Most English-speaking Christians are probably unaware of all that is said about the new covenant, since the Authorized Version mostly uses the translation 'testament'. In the epistle to the Hebrews 'covenant' is retained, and even there it becomes 'testament' in one passage (9.15-20). The Latin translation of the Greek diatheke was testamentum, and this may have been adequate; but the English 'testament' completely conceals the meaning. What we call the Old and New Testaments of the Bible should really be the Old and New Covenants.

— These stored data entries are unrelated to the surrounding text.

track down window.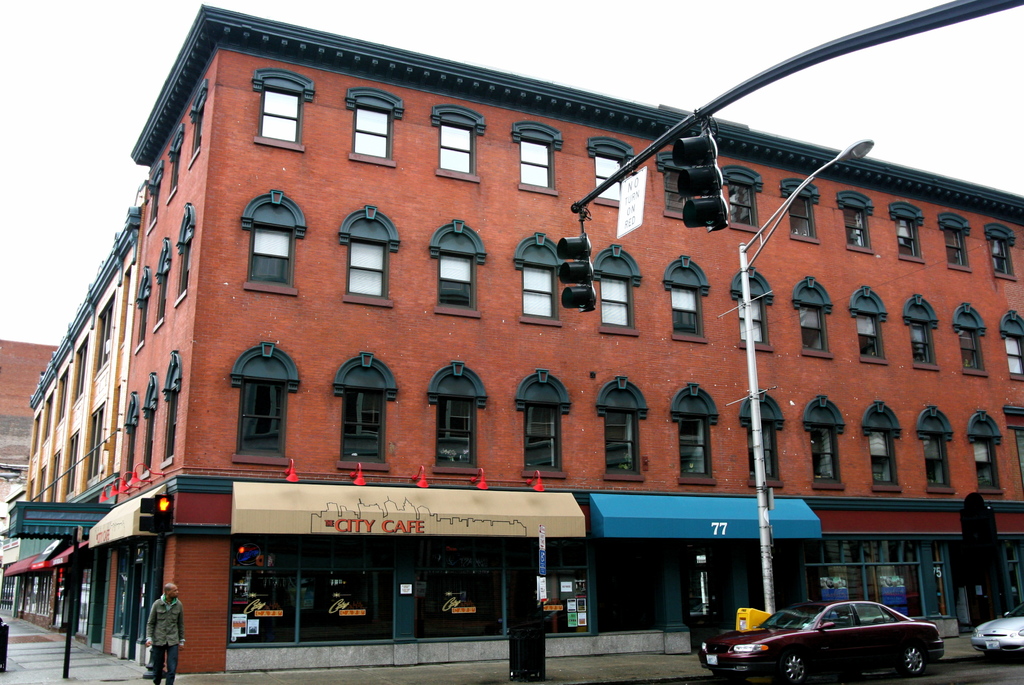
Tracked to box(251, 72, 311, 143).
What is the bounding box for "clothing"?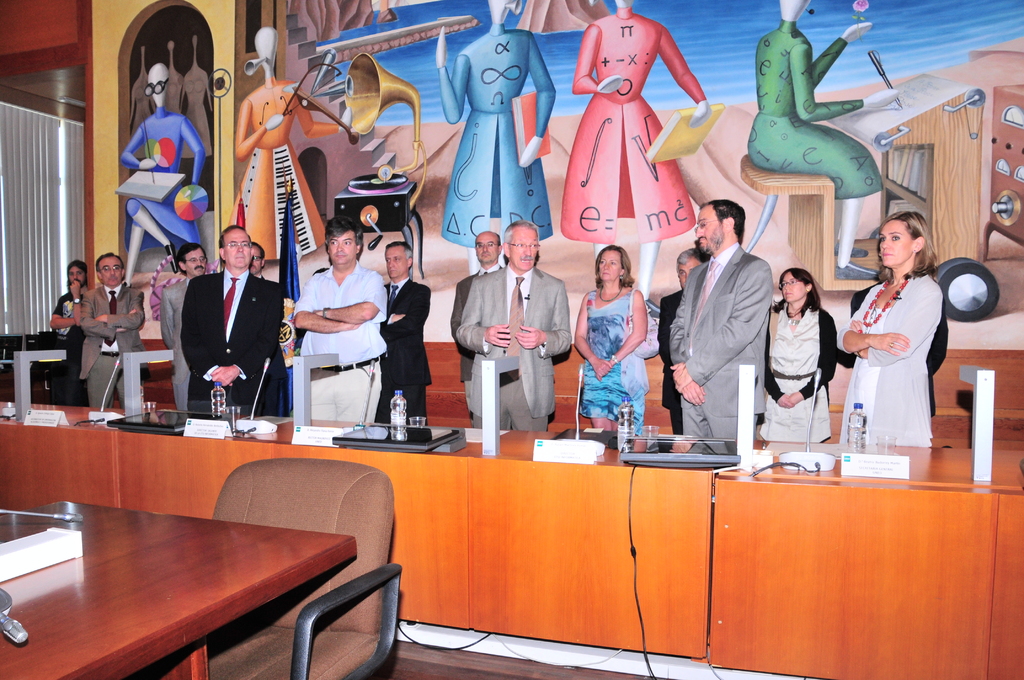
<box>749,23,885,204</box>.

It is easy to see how much these arguments would have infuriated Paul's Jewish opponents, who prided themselves on being the true children of Abraham, and some of these arguments probably seem rather strange to us (Congar, 1964). But it is not difficult to see how Paul could have understood the Old Testament story as an intriguing picture of what was going on in Galatia, with the conflict between the do-it-yourself law-keeping approach of the Judaizers and his own trust-in-the- promises-and-mercy-of-God approach. Paul sees the Christians as the true spiritual family of Abraham, as the true Israel (6.16).